By the 1950's, thanks to television, Hollywood profits began plummeting.  Upon the demise of the vaunted studio system, Linda, like many other actresses, found themselves "free agents."  Initially Linda enjoyed the freedom from the controling studio.  She had hoped to branch out to roles and opportunities the studios would have never let her explore.   However, within a few years, she was finding it very difficult to land A-List parts.   It didn't help her cause that Linda's drinking problem was increasing, along with her waistline.   It wasn't long before her once prominent name had become a staple in the B-movie market. 

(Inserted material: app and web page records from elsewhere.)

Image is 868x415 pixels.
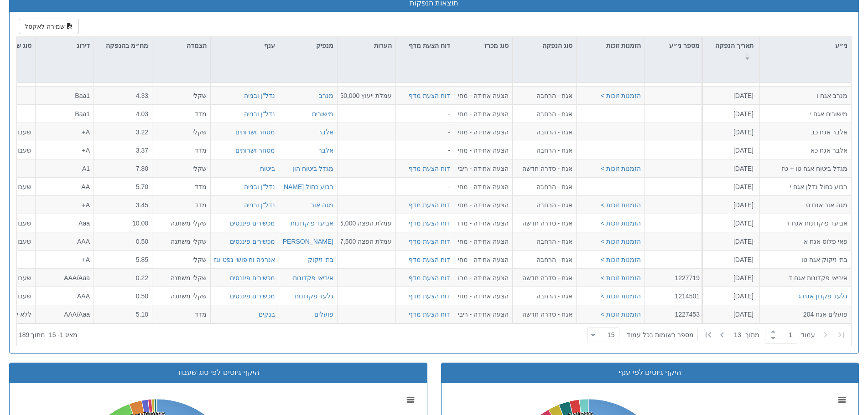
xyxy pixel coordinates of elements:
[409,256,450,263] a: דוח הצעת מדף
[706,146,753,155] div: [DATE]
[706,255,753,264] div: [DATE]
[98,237,148,246] div: 0.50
[244,91,275,101] button: נדל"ן ובנייה
[156,183,207,191] div: מדד
[236,128,275,137] div: מסחר ושרותים
[517,164,572,173] div: אגח - סדרה חדשה
[458,146,508,155] div: הצעה אחידה - מחיר
[764,146,848,155] div: אלבר אגח כא
[98,273,148,282] div: 0.22
[152,37,210,54] div: הצמדה
[607,330,618,339] div: 15
[293,164,333,173] button: מגדל ביטוח הון
[409,274,450,282] a: דוח הצעת מדף
[295,292,333,301] button: גלעד פקדונות
[458,255,508,264] div: הצעה אחידה - מחיר
[230,292,275,301] button: מכשירים פיננסים
[156,91,207,101] div: שקלי
[601,164,641,173] button: הזמנות זוכות >
[94,37,152,65] div: מח״מ בהנפקה
[39,237,90,246] div: AAA
[734,330,745,339] span: 13
[39,109,90,119] div: Baa1
[156,219,207,228] div: שקלי משתנה
[584,325,849,345] div: ‏ מתוך
[244,183,275,191] button: נדל"ן ובנייה
[98,201,148,210] div: 3.45
[577,37,645,54] div: הזמנות זוכות
[764,201,848,210] div: מגה אור אגח ט
[764,237,848,246] div: פאי פלוס אגח א
[764,109,848,119] div: מישורים אגח י
[513,37,576,54] div: סוג הנפקה
[517,201,572,210] div: אגח - הרחבה
[601,310,641,319] button: הזמנות זוכות >
[98,310,148,319] div: 5.10
[279,37,337,54] div: מנפיק
[409,165,450,172] a: דוח הצעת מדף
[409,220,450,227] a: דוח הצעת מדף
[341,91,392,101] div: עמלת ייעוץ 150,000 ₪
[39,164,90,173] div: A1
[311,201,333,210] div: מגה אור
[409,92,450,99] a: דוח הצעת מדף
[458,164,508,173] div: הצעה אחידה - ריבית
[706,128,753,137] div: [DATE]
[35,37,94,54] div: דירוג
[458,201,508,210] div: הצעה אחידה - מחיר
[706,201,753,210] div: [DATE]
[156,128,207,137] div: שקלי
[517,310,572,319] div: אגח - סדרה חדשה
[281,237,333,246] button: [PERSON_NAME]
[156,310,207,319] div: מדד
[517,237,572,246] div: אגח - הרחבה
[649,292,700,301] div: 1214501
[244,201,275,210] button: נדל"ן ובנייה
[312,109,333,119] button: מישורים
[517,146,572,155] div: אגח - הרחבה
[319,91,333,101] button: מנרב
[39,310,90,319] div: AAA/Aaa
[98,91,148,101] div: 4.33
[259,310,275,319] div: בנקים
[156,164,207,173] div: שקלי
[314,310,333,319] button: פועלים
[39,273,90,282] div: AAA/Aaa
[798,292,848,301] button: גלעד פקדון אגח ג
[706,219,753,228] div: [DATE]
[458,91,508,101] div: הצעה אחידה - מחיר
[448,128,450,136] span: -
[706,273,753,282] div: [DATE]
[290,219,333,228] button: אביעד פיקדונות
[230,237,275,246] div: מכשירים פיננסים
[98,292,148,301] div: 0.50
[337,37,396,54] div: הערות
[601,255,641,264] button: הזמנות זוכות >
[318,146,333,155] button: אלבר
[98,146,148,155] div: 3.37
[458,292,508,301] div: הצעה אחידה - מחיר
[706,310,753,319] div: [DATE]
[409,202,450,209] a: דוח הצעת מדף
[236,146,275,155] button: מסחר ושרותים
[98,183,148,191] div: 5.70
[247,183,333,191] button: רבוע כחול [PERSON_NAME]''ן
[39,255,90,264] div: A+
[308,255,333,264] button: בתי זיקוק
[260,164,275,173] button: ביטוח
[706,91,753,101] div: [DATE]
[341,237,392,246] div: עמלת הפצה 87,500 ₪
[409,311,450,318] a: דוח הצעת מדף
[230,219,275,228] div: מכשירים פיננסים
[601,91,641,101] button: הזמנות זוכות >
[39,183,90,191] div: AA
[458,310,508,319] div: הצעה אחידה - ריבית
[293,273,333,282] button: איביאי פקדונות
[39,292,90,301] div: AAA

Linda looked towards the stage, performing in Broadway and off-Broadway theater with minimal results.  The "stardust girl" who had become an overnight Hollywood sensation, had just as quickly, become yesterday's news.
 
In 1965, at the age of 41, Linda Darnell, while visiting friends in Illinois, died in a horrible fire.  Linda had gone back into the house to rescue one of her friend's children, not knowing the child had already made it out of the burning home safely.  In a time of trauma and anxiety, the Hollywood diva, had performed an unselfish act.  Despite her problems, her fading career, the demons created by her troubled homelife, when push came to shove, there was still a lot of sweet Monetta Eloyse left in the Hollywood goddess they called Linda Darnell.